I was playing around with a 3-D potential V such that V(r)=0 for $r0 otherwise. By using the Schrödinger Equation, I showed that: \frac{-\hbar}{2m}\frac{1}{r^2}\frac{d}{dr}\bigl( r^2\frac{d}{dr}\bigr)\psi = E\psi$
I then used the substitution \psi_{(r)}=f_{(r)}/r and k=\sqrt{2mE}/\hbar to get: \frac{1}{r}\frac{d^2f_{(r)}}{dr^2}=-\frac{k^2}{r}f_{(r)} \tag{I}
which describes the wavefunction \psi_{(r)}=f_{(r)}/r inside the sphere. Hence, the differential equation has the domain $0\leq r
If I do the same thing to (I), I obtain the equation for simple harmonic motion, but substituting the solution back into (I) as a sanity check gives a division by zero when evalutating for r=0. After that, I tried a number of substitutions to make (I) have a more recognisable form - to no avail. Then I had the idea of multiplying my trial solution by some other function of r so that upon substitution into (I), the evaluation of r=0 doesn't give an infinity... but I don't know quite how to do that...
Long story short..... my question is: what trick do I need to get a meaningful solution to (I)?
Answer
I) The substitution f=r\psi is the standard substitution to get a radial 3D problem to resemble a 1D problem, see e.g. Ref. 1.
II) From the perspective of the normalization of the wavefunction \psi(r), a 1/r singularity of \psi(r) at r=0 is fine because |\psi(r)|^2 is suppressed by a Jacobian factor r^2 coming from the measure in 3D spherical coordinates.
III) However in order to keep the kinetic energy K=\frac{\hbar^2}{2m} \int d^3x~ |\nabla \psi|^2 finite, a 1/r singularity of \psi(r) at r=0 is unacceptable, i.e., we must discard the cosine solution and only keep the sine solution. This corresponds to imposing that the wavefunction \psi(r) should be bounded.
References:
- D. Griffiths, Intro to QM, Section 4.1.3.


* Work task *
Look down the entries below and report how many lines hold the string "series"; write nothing else.

*** Block opens ***

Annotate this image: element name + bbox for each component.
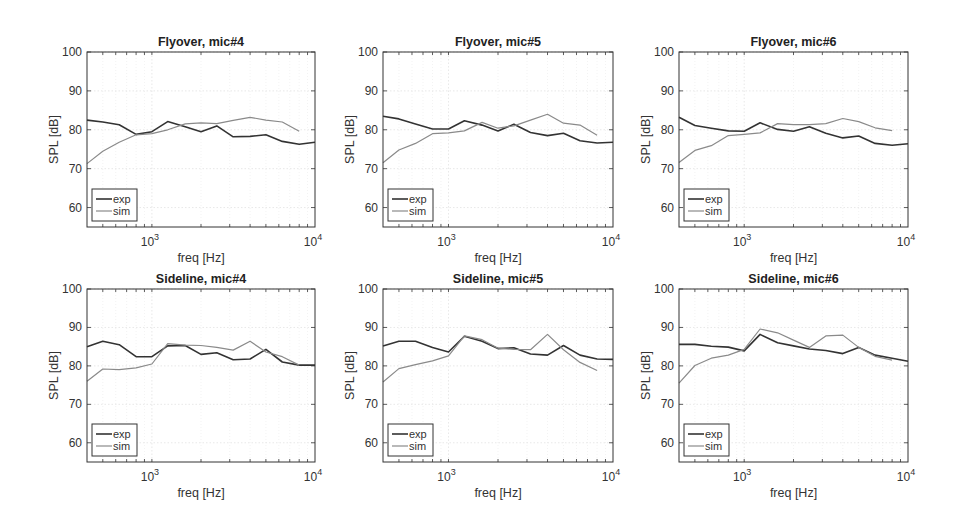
legend-label-sim: sim	[705, 205, 722, 217]
legend: expsim	[92, 189, 137, 221]
legend-label-sim: sim	[113, 440, 130, 452]
y-tick-label: 80	[661, 123, 675, 137]
y-axis-label: SPL [dB]	[47, 351, 61, 400]
y-tick-label: 90	[365, 320, 379, 334]
y-tick-label: 70	[365, 397, 379, 411]
y-tick-label: 80	[69, 123, 83, 137]
series-sim	[87, 341, 299, 381]
x-tick-label: 103	[437, 467, 455, 484]
y-tick-label: 100	[62, 282, 82, 296]
y-axis-label: SPL [dB]	[639, 115, 653, 164]
subplot-title: Sideline, mic#5	[453, 272, 543, 286]
x-tick-label: 104	[304, 232, 322, 249]
y-tick-label: 70	[69, 162, 83, 176]
y-tick-label: 90	[365, 84, 379, 98]
legend-label-exp: exp	[409, 193, 427, 205]
x-tick-label: 104	[897, 232, 915, 249]
x-tick-label: 103	[437, 232, 455, 249]
y-tick-label: 90	[661, 84, 675, 98]
x-tick-label: 104	[602, 232, 620, 249]
y-tick-label: 100	[654, 282, 674, 296]
y-tick-label: 60	[661, 436, 675, 450]
y-tick-label: 100	[358, 282, 378, 296]
y-tick-label: 100	[358, 45, 378, 59]
x-tick-label: 103	[141, 467, 159, 484]
y-tick-label: 100	[62, 45, 82, 59]
subplot-title: Flyover, mic#5	[455, 35, 541, 49]
legend-label-exp: exp	[113, 428, 131, 440]
legend-label-sim: sim	[409, 440, 426, 452]
series-exp	[87, 120, 315, 144]
y-tick-label: 70	[69, 397, 83, 411]
subplot-3: 60708090100103104Flyover, mic#6freq [Hz]…	[639, 35, 915, 265]
series-sim	[679, 119, 892, 163]
y-tick-label: 90	[69, 320, 83, 334]
legend: expsim	[388, 189, 433, 221]
y-tick-label: 70	[365, 162, 379, 176]
subplot-5: 60708090100103104Sideline, mic#5freq [Hz…	[343, 272, 620, 500]
subplot-4: 60708090100103104Sideline, mic#4freq [Hz…	[47, 272, 322, 500]
y-tick-label: 60	[69, 436, 83, 450]
subplot-title: Flyover, mic#4	[158, 35, 244, 49]
y-tick-label: 60	[69, 201, 83, 215]
y-tick-label: 100	[654, 45, 674, 59]
figure: 60708090100103104Flyover, mic#4freq [Hz]…	[0, 0, 962, 530]
y-axis-label: SPL [dB]	[343, 351, 357, 400]
x-tick-label: 103	[733, 232, 751, 249]
subplot-6: 60708090100103104Sideline, mic#6freq [Hz…	[639, 272, 915, 500]
series-sim	[383, 114, 597, 163]
x-axis-label: freq [Hz]	[474, 486, 521, 500]
x-axis-label: freq [Hz]	[474, 251, 521, 265]
legend-label-exp: exp	[705, 428, 723, 440]
subplot-1: 60708090100103104Flyover, mic#4freq [Hz]…	[47, 35, 322, 265]
legend-label-sim: sim	[409, 205, 426, 217]
x-tick-label: 104	[602, 467, 620, 484]
legend: expsim	[684, 424, 729, 456]
subplot-title: Flyover, mic#6	[750, 35, 836, 49]
y-tick-label: 80	[365, 123, 379, 137]
y-tick-label: 60	[365, 201, 379, 215]
x-axis-label: freq [Hz]	[770, 251, 817, 265]
x-axis-label: freq [Hz]	[770, 486, 817, 500]
legend-label-exp: exp	[113, 193, 131, 205]
y-tick-label: 90	[69, 84, 83, 98]
legend-label-exp: exp	[409, 428, 427, 440]
legend: expsim	[684, 189, 729, 221]
y-axis-label: SPL [dB]	[343, 115, 357, 164]
y-tick-label: 70	[661, 162, 675, 176]
legend: expsim	[388, 424, 433, 456]
x-tick-label: 103	[733, 467, 751, 484]
y-axis-label: SPL [dB]	[639, 351, 653, 400]
subplot-2: 60708090100103104Flyover, mic#5freq [Hz]…	[343, 35, 620, 265]
x-axis-label: freq [Hz]	[177, 486, 224, 500]
x-tick-label: 104	[897, 467, 915, 484]
x-tick-label: 103	[141, 232, 159, 249]
legend: expsim	[92, 424, 137, 456]
legend-label-sim: sim	[113, 205, 130, 217]
subplot-title: Sideline, mic#4	[156, 272, 246, 286]
x-axis-label: freq [Hz]	[177, 251, 224, 265]
legend-label-sim: sim	[705, 440, 722, 452]
series-sim	[679, 329, 892, 383]
y-axis-label: SPL [dB]	[47, 115, 61, 164]
subplot-title: Sideline, mic#6	[748, 272, 838, 286]
x-tick-label: 104	[304, 467, 322, 484]
y-tick-label: 60	[365, 436, 379, 450]
y-tick-label: 80	[69, 359, 83, 373]
y-tick-label: 70	[661, 397, 675, 411]
legend-label-exp: exp	[705, 193, 723, 205]
y-tick-label: 90	[661, 320, 675, 334]
y-tick-label: 80	[365, 359, 379, 373]
y-tick-label: 80	[661, 359, 675, 373]
y-tick-label: 60	[661, 201, 675, 215]
series-exp	[383, 116, 613, 143]
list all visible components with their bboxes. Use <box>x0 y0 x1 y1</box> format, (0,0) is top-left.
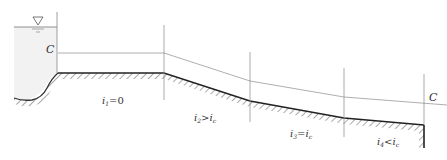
critical-depth-label-left: C <box>46 43 54 56</box>
critical-depth-label-right: C <box>429 91 437 104</box>
reach-1-slope-label: i1=0 <box>102 95 124 107</box>
water-surface-symbol-icon <box>33 17 43 25</box>
channel-bed-hatch <box>58 73 424 148</box>
reach-3-slope-label: i3=ic <box>290 128 312 140</box>
reach-4-slope-label: i4<ic <box>377 136 399 148</box>
reach-2-slope-label: i2>ic <box>194 112 216 124</box>
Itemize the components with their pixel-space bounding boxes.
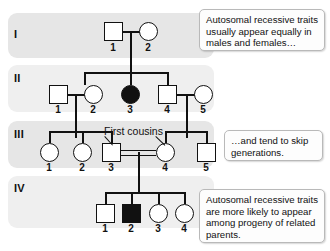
individual-III-5 xyxy=(197,143,216,162)
sibship-bar-gen-IV xyxy=(105,192,185,194)
individual-II-4 xyxy=(158,85,177,104)
sibling-drop-II-2 xyxy=(84,72,86,85)
individual-IV-3 xyxy=(149,204,168,223)
individual-number-IV-3: 3 xyxy=(148,223,168,234)
descent-line-III-3-III-4 xyxy=(138,152,140,192)
individual-II-5 xyxy=(194,85,213,104)
sibling-drop-IV-2 xyxy=(131,192,133,204)
individual-number-I-1: 1 xyxy=(103,42,123,53)
individual-number-I-2: 2 xyxy=(138,42,158,53)
sibling-drop-IV-3 xyxy=(158,192,160,204)
individual-II-3 xyxy=(121,85,140,104)
sibship-bar-gen-III-left xyxy=(49,131,112,133)
sibling-drop-II-4 xyxy=(167,72,169,85)
consanguinity-label: First cousins xyxy=(104,125,163,137)
individual-number-II-3: 3 xyxy=(120,104,140,115)
generation-label-IV: IV xyxy=(14,182,25,194)
individual-IV-2 xyxy=(122,204,141,223)
sibling-drop-IV-1 xyxy=(105,192,107,204)
sibship-bar-gen-III-right xyxy=(165,131,207,133)
sibling-drop-III-2 xyxy=(82,131,84,143)
individual-number-IV-2: 2 xyxy=(121,223,141,234)
individual-number-III-4: 4 xyxy=(155,162,175,173)
generation-label-I: I xyxy=(14,28,17,40)
individual-number-II-5: 5 xyxy=(193,104,213,115)
generation-label-III: III xyxy=(14,128,24,140)
individual-number-II-1: 1 xyxy=(48,104,68,115)
callout-box-1: Autosomal recessive traits usually appea… xyxy=(199,9,325,51)
individual-number-III-2: 2 xyxy=(72,162,92,173)
individual-III-4 xyxy=(156,143,175,162)
individual-number-III-5: 5 xyxy=(196,162,216,173)
individual-number-III-3: 3 xyxy=(101,162,121,173)
individual-III-1 xyxy=(40,143,59,162)
sibling-drop-IV-4 xyxy=(184,192,186,204)
sibling-drop-III-1 xyxy=(49,131,51,143)
callout-box-2: …and tend to skip generations. xyxy=(224,130,323,161)
callout-box-3: Autosomal recessive traits are more like… xyxy=(199,189,325,243)
sibling-drop-III-5 xyxy=(206,131,208,143)
sibling-drop-II-3 xyxy=(130,72,132,85)
individual-I-1 xyxy=(104,22,123,41)
individual-number-III-1: 1 xyxy=(39,162,59,173)
pedigree-figure: I II III IV 1 2 1 2 3 4 5 1 2 3 4 xyxy=(0,0,330,251)
individual-III-2 xyxy=(73,143,92,162)
individual-II-1 xyxy=(49,85,68,104)
individual-number-II-4: 4 xyxy=(157,104,177,115)
individual-IV-1 xyxy=(96,204,115,223)
individual-I-2 xyxy=(139,22,158,41)
individual-II-2 xyxy=(84,85,103,104)
generation-label-II: II xyxy=(14,72,21,84)
sibship-bar-gen-II xyxy=(84,72,168,74)
sibling-drop-III-4 xyxy=(165,131,167,143)
individual-number-IV-1: 1 xyxy=(95,223,115,234)
individual-IV-4 xyxy=(175,204,194,223)
individual-number-II-2: 2 xyxy=(83,104,103,115)
individual-number-IV-4: 4 xyxy=(174,223,194,234)
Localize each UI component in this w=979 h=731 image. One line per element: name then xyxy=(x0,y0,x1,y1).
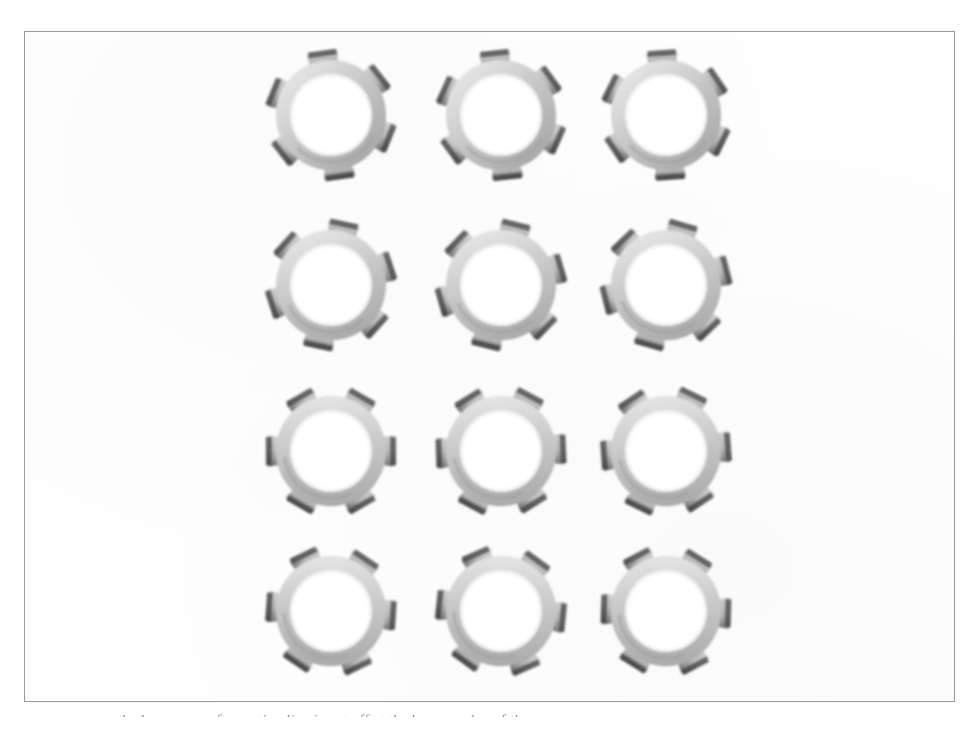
washer xyxy=(256,210,406,360)
washer xyxy=(426,376,576,526)
washer xyxy=(256,40,406,190)
clipped-caption-strip: the lower part of a caption line is cut … xyxy=(0,712,979,731)
washer xyxy=(591,536,741,686)
washer xyxy=(426,536,576,686)
washer xyxy=(591,210,741,360)
washer xyxy=(591,40,741,190)
washer-grid xyxy=(25,32,954,701)
caption-clip-mask xyxy=(0,717,979,731)
washer xyxy=(426,210,576,360)
scanned-page: the lower part of a caption line is cut … xyxy=(0,0,979,731)
washer xyxy=(256,376,406,526)
washer xyxy=(256,536,406,686)
washer xyxy=(591,376,741,526)
figure-plate xyxy=(24,31,955,702)
washer xyxy=(426,40,576,190)
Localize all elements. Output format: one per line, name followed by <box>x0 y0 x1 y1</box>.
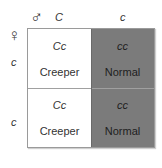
female-symbol-icon: ♀ <box>8 27 21 44</box>
cell-top-left: Cc Creeper <box>28 29 91 88</box>
phenotype: Normal <box>91 66 154 78</box>
male-allele-1: C <box>55 11 63 23</box>
phenotype: Creeper <box>28 125 91 137</box>
genotype: cc <box>91 40 154 52</box>
female-allele-1: c <box>11 56 17 68</box>
phenotype: Normal <box>91 125 154 137</box>
male-allele-2: c <box>120 11 126 23</box>
male-symbol-icon: ♂ <box>30 9 43 26</box>
cell-top-right: cc Normal <box>91 29 154 88</box>
punnett-grid: Cc Creeper cc Normal Cc Creeper cc Norma… <box>27 28 155 148</box>
genotype: Cc <box>28 40 91 52</box>
cell-bottom-left: Cc Creeper <box>28 88 91 147</box>
genotype: cc <box>91 99 154 111</box>
female-allele-2: c <box>11 116 17 128</box>
genotype: Cc <box>28 99 91 111</box>
vertical-divider <box>91 29 92 147</box>
phenotype: Creeper <box>28 66 91 78</box>
cell-bottom-right: cc Normal <box>91 88 154 147</box>
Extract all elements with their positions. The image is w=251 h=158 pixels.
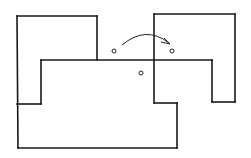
diagram-canvas	[0, 0, 251, 158]
segment-left-outer	[17, 16, 18, 148]
shape-outlines	[17, 14, 235, 148]
rotation-target-point	[170, 49, 174, 53]
marked-points	[112, 49, 174, 75]
rotation-center-point	[139, 71, 143, 75]
rotation-arc	[122, 34, 169, 45]
rotation-arrow	[122, 34, 170, 45]
rotation-source-point	[112, 49, 116, 53]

*** Block closes ***

* Result below *
6